Publications

One of the stated objectives of The Media Foundation is to sponsor, publish, or cause to be published, research studies, publications, monographs, articles and reports in print, film or any other medium, on subjects related to the Indian media.

To this end, in 2001 TMF launched The Hoot, the country’s first media-watch website, which soon became a widely respected resource and a repository of deeply-researched journalistic and scholarly articles on developments in India’s media landscape, be it related to media practice, media policy, media business and the like. Edited by journalist Sevanti Ninan, The Hoot had a magnificent run for 18 years, after which, unfortunately, it ceased operation.

Today, the articles published in The Hoot between 2001 and 2018 are archived with the Archives of Contemporary India Project at Ashoka University. The project aims at archiving and preserving primary source material for the study of the history of modern and contemporary India.

The Hoot archive may be accessed at http://asu.thehoot.org/

Books

Several books have been published under the aegis of The Media Foundation.

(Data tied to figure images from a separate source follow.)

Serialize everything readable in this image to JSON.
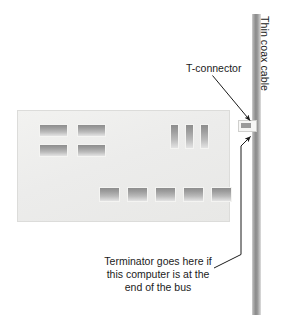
{
  "diagram": {
    "title_visible": false,
    "background_color": "#ffffff",
    "line_color": "#1b1b1b",
    "cable_color": "#8a8a8a",
    "board_color": "#ececea",
    "chip_color": "#9e9e9e"
  },
  "labels": {
    "t_connector": "T-connector",
    "thin_coax_cable": "Thin coax cable",
    "terminator_line1": "Terminator goes here if",
    "terminator_line2": "this computer is at the",
    "terminator_line3": "end of the bus",
    "terminator_full": "Terminator goes here if this computer is at the end of the bus"
  },
  "parts": {
    "adapter_card": "network adapter card",
    "cable": "thin coax cable segment",
    "connector": "BNC T-connector"
  },
  "chips": {
    "left_grid": [
      {
        "name": "chip-left-1",
        "x": 21,
        "y": 13,
        "w": 29,
        "h": 13
      },
      {
        "name": "chip-left-2",
        "x": 59,
        "y": 13,
        "w": 29,
        "h": 13
      },
      {
        "name": "chip-left-3",
        "x": 21,
        "y": 33,
        "w": 29,
        "h": 13
      },
      {
        "name": "chip-left-4",
        "x": 59,
        "y": 33,
        "w": 29,
        "h": 13
      }
    ],
    "right_vertical": [
      {
        "name": "chip-right-1",
        "x": 152,
        "y": 13,
        "w": 9,
        "h": 25
      },
      {
        "name": "chip-right-2",
        "x": 167,
        "y": 13,
        "w": 9,
        "h": 25
      },
      {
        "name": "chip-right-3",
        "x": 182,
        "y": 13,
        "w": 9,
        "h": 25
      }
    ],
    "bottom_row": [
      {
        "name": "chip-bottom-1",
        "x": 81,
        "y": 76,
        "w": 21,
        "h": 15
      },
      {
        "name": "chip-bottom-2",
        "x": 109,
        "y": 76,
        "w": 21,
        "h": 15
      },
      {
        "name": "chip-bottom-3",
        "x": 137,
        "y": 76,
        "w": 21,
        "h": 15
      },
      {
        "name": "chip-bottom-4",
        "x": 165,
        "y": 76,
        "w": 21,
        "h": 15
      },
      {
        "name": "chip-bottom-5",
        "x": 193,
        "y": 76,
        "w": 21,
        "h": 15
      }
    ]
  }
}
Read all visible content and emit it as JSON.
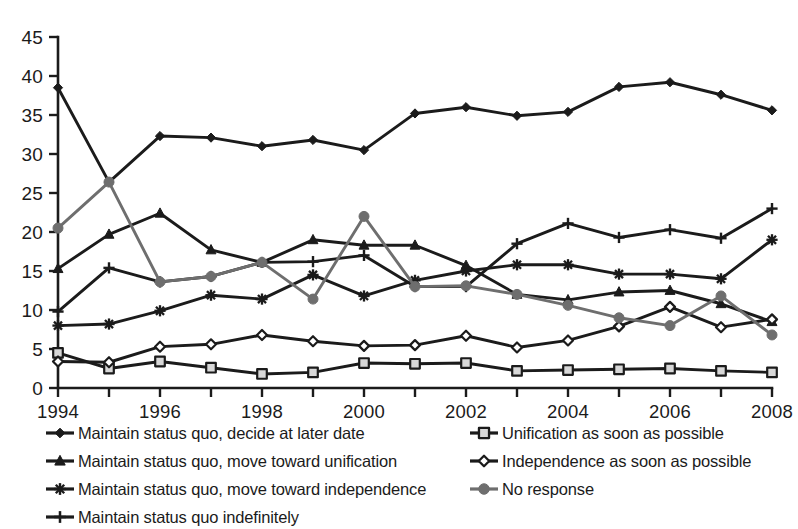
{
  "chart_data": {
    "type": "line",
    "title": "",
    "subtitle": "",
    "xlabel": "",
    "ylabel": "",
    "xlim": [
      1994,
      2008
    ],
    "ylim": [
      0,
      45
    ],
    "ytick_step": 5,
    "xtick_step": 2,
    "grid": false,
    "legend_position": "bottom",
    "x": [
      1994,
      1995,
      1996,
      1997,
      1998,
      1999,
      2000,
      2001,
      2002,
      2003,
      2004,
      2005,
      2006,
      2007,
      2008
    ],
    "ytick_labels": [
      "0",
      "5",
      "10",
      "15",
      "20",
      "25",
      "30",
      "35",
      "40",
      "45"
    ],
    "xtick_labels": [
      "1994",
      "1996",
      "1998",
      "2000",
      "2002",
      "2004",
      "2006",
      "2008"
    ],
    "series": [
      {
        "name": "Maintain status quo, decide at later date",
        "marker": "diamond-filled",
        "color": "#1b1b1b",
        "values": [
          38.5,
          26.4,
          32.3,
          32.1,
          31.0,
          31.8,
          30.5,
          35.2,
          36.0,
          34.9,
          35.4,
          38.6,
          39.2,
          37.6,
          35.6
        ]
      },
      {
        "name": "Maintain status quo, move toward unification",
        "marker": "triangle-filled",
        "color": "#1b1b1b",
        "values": [
          15.3,
          19.7,
          22.4,
          17.7,
          16.1,
          19.0,
          18.3,
          18.3,
          15.7,
          12.0,
          11.3,
          12.3,
          12.5,
          10.8,
          8.5
        ]
      },
      {
        "name": "Maintain status quo, move toward independence",
        "marker": "asterisk",
        "color": "#1b1b1b",
        "values": [
          8.0,
          8.2,
          9.9,
          11.9,
          11.4,
          14.5,
          11.8,
          13.8,
          15.0,
          15.8,
          15.8,
          14.6,
          14.6,
          14.0,
          19.0
        ]
      },
      {
        "name": "Maintain status quo indefinitely",
        "marker": "plus",
        "color": "#1b1b1b",
        "values": [
          9.8,
          15.4,
          13.6,
          14.3,
          16.1,
          16.2,
          17.0,
          13.0,
          13.0,
          18.5,
          21.1,
          19.3,
          20.3,
          19.2,
          23.0
        ]
      },
      {
        "name": "Unification as soon as possible",
        "marker": "square-open",
        "color": "#1b1b1b",
        "values": [
          4.5,
          2.5,
          3.4,
          2.6,
          1.8,
          2.0,
          3.2,
          3.1,
          3.2,
          2.2,
          2.3,
          2.4,
          2.5,
          2.2,
          2.0
        ]
      },
      {
        "name": "Independence as soon as possible",
        "marker": "diamond-open",
        "color": "#1b1b1b",
        "values": [
          3.4,
          3.3,
          5.3,
          5.6,
          6.8,
          6.0,
          5.4,
          5.5,
          6.7,
          5.2,
          6.1,
          7.9,
          10.4,
          7.8,
          8.8
        ]
      },
      {
        "name": "No response",
        "marker": "circle-filled",
        "color": "#6e6e6e",
        "values": [
          20.5,
          26.4,
          13.6,
          14.3,
          16.1,
          11.4,
          22.0,
          13.0,
          13.1,
          12.0,
          10.6,
          9.0,
          8.0,
          11.8,
          6.8
        ]
      }
    ]
  },
  "legend": {
    "left_column": [
      {
        "label": "Maintain status quo, decide at later date",
        "marker": "diamond-filled",
        "color": "#1b1b1b"
      },
      {
        "label": "Maintain status quo, move toward unification",
        "marker": "triangle-filled",
        "color": "#1b1b1b"
      },
      {
        "label": "Maintain status quo, move toward independence",
        "marker": "asterisk",
        "color": "#1b1b1b"
      },
      {
        "label": "Maintain status quo indefinitely",
        "marker": "plus",
        "color": "#1b1b1b"
      }
    ],
    "right_column": [
      {
        "label": "Unification as soon as possible",
        "marker": "square-open",
        "color": "#1b1b1b"
      },
      {
        "label": "Independence as soon as possible",
        "marker": "diamond-open",
        "color": "#1b1b1b"
      },
      {
        "label": "No response",
        "marker": "circle-filled",
        "color": "#6e6e6e"
      }
    ]
  },
  "colors": {
    "axis": "#1b1b1b",
    "text": "#1b1b1b",
    "series_black": "#1b1b1b",
    "series_gray": "#6e6e6e",
    "background": "#ffffff"
  }
}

India’s Living Languages: The Critical Issues

BY Sumi Krishna

Allied Publishers, 1991.

Beyond Those Headlines Book Cover

Beyond Those Headlines: Insiders on the Indian Press

BY The Media Foundation

Allied Publishers, 1996.

Independance and The Indian Press

Independence and the Indian Press: Heirs to a Great Tradition

BY N S Jagannathan

Konark Publishers, 1999

Women In Journalism MAKING NEWS

Making News

BY Ammu Joseph

Konark Publishers, 2000

Making News, Breaking News, her Own Way - Book Cover

Making News, Breaking News, Her Own Way: Stories by Winners of the Chameli Devi Jain Award for Outstanding Woman Media Person

Edited by Latika Padgaonkar and Shubha Singh

Tranquebar, 2012.

The Hoot Reader: Media Practice in Twenty-first Century India

Edited by Sevanti Ninan and Subarno Chattarji

Oxford University Press, 2013.

Film

When the Dish Knocked Down the Antenna

2014

A film by The Media Foundation on the DTH revolution and how Doordarshan, India’s public broadcaster, was losing its rural audience to commercial DTH players. The film is based on focus group discussions recorded in Andhra Pradesh, Chhattisgarh and Odisha.